(The Center Square) – A law firm has called for the U.S. Fish & Wildlife Service to restore protections for California fishermen.
The request comes from the Sacramento-based Pacific Legal Foundation, which is representing the California Sea Urchin Commission.
Attorney Nathan Hotes said the commission is struggling because federal laws such as the Endangered Species Act and the Marine Mammal Protection Act have limited what fishermen can do out of concern for the southern sea otter, also known as the California sea otter.
“We do that regularly for endangered species to a certain extent, but what makes the otter different is that by all known metrics, including the service’s own metrics, it’s recovered,” Hotes told The Center Square. “So the Sea Urchin Commission and other fishermen in California end up in a position where they can’t go out on the water out of risk of even possibly criminal and civil liability for getting an otter to change direction or disturbing its habitat or anything like that.”
According to Hotes, “nobody is trying to intentionally harm otters,” but even going out on the water as the regulations currently stand can be risky.
As a result, Hotes said it “causes all kinds of issues” for fishermen.
That, he added, is why Pacific Legal wants these restrictions lifted.
“We are writing two different petitions to the [U.S.] Fish and Wildlife Service and the [U.S.] Department of Interior,” said Hotes. “We are essentially arguing first that the southern sea otter should be delisted from the Endangered Species Act list, and I should mention the southern sea otter isn’t endangered currently. It’s threatened, but all of those fall under the Endangered Species Act, even though it’s threatened.”
“Threatened” puts sea otters in a lower-risk category than “endangered.”
The Pacific Legal Foundation’s other petition seeks to restore the fishermen’s protections in the southern sea otter management zone.
“There’s no lawsuit, so it’s a little out of our normal zone, but sometimes you get issues that are lined up like this,” said Hotes.
On its website, Pacific Legal Foundation boasts that it has been “suing the government since 1973.”
This isn’t the first time Pacific Legal Foundation has gotten involved with the southern sea otter issue.
Pacific Legal Foundation previously petitioned in 2021 to delist the otter from the Endangered Species Act, but no changes occurred.
“Now, five years later, everything we said is even more true,” Hotes told The Center Square. “The otter population has continued to rise, and the threats have continued to decrease.”
On the rulemaking petition, Pacific Legal Foundation has previously litigated this issue in the 9th Circuit Court of Appeals but was not successful.
“Agency deference was very different,” said Hotes. “The Fish and Wildlife Service jumps to what would be called Chevron deference, and that was viable at the time, so in our rulemaking petition, we discuss how that logic no longer holds from the earlier court case.”

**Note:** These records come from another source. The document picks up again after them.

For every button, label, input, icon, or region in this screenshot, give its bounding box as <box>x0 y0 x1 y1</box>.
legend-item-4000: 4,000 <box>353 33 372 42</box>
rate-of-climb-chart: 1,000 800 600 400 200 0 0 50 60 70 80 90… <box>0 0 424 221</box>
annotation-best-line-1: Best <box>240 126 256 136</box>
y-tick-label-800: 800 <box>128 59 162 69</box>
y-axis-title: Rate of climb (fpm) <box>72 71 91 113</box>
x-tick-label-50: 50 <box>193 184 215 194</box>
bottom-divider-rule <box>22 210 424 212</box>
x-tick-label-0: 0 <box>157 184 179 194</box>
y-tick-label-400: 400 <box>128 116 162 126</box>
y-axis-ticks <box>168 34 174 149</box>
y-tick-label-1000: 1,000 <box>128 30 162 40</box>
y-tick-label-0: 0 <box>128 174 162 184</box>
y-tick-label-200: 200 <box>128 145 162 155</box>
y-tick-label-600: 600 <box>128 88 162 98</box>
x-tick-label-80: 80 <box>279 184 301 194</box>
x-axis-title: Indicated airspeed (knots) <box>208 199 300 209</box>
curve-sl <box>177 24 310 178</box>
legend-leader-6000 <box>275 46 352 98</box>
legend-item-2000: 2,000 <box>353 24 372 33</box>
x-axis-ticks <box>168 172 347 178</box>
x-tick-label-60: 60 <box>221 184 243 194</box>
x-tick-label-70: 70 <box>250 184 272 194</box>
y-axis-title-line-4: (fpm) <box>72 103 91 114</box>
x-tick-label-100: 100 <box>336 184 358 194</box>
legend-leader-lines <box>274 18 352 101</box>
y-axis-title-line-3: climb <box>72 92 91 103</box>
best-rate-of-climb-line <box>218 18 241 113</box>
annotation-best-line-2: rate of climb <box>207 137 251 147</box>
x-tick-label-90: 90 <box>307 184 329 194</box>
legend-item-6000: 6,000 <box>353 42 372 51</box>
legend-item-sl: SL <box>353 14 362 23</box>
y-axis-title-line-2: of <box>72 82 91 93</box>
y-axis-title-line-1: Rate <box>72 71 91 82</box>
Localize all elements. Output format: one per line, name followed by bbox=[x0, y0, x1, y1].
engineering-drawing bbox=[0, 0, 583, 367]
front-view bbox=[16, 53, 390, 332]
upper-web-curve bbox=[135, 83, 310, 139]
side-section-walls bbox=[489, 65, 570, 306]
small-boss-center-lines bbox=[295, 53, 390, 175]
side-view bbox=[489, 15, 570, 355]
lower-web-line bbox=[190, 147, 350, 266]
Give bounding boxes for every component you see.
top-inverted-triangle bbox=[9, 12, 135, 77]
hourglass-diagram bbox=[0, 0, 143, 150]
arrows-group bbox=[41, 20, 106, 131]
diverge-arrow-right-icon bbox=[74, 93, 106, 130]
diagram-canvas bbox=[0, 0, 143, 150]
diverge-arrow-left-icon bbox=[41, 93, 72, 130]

While this issue may involve California fishermen, Hotes recommended that everyone around the country care about and pay attention to this issue.
“We did something with the pinesnake, the lesser prairie-chicken. We’ve had a number of cases where industry groups, fishermen, farmers, run-of-the-mill Americans trying to work hard end up getting their efforts completely stonewalled by federal regulation,” said Hotes. “So this is far from the first ESA case that Pacific Legal Foundation has worked on, and by all indications, it won’t be the last.”
The Center Square has reached out to agencies and groups for comment, including the U.S. Department of Interior, U.S. Fish and Wildlife, World Wildlife Fund, National Wildlife Federation and the Santa Barbara-based Ocean Futures Society. They did not respond by press time.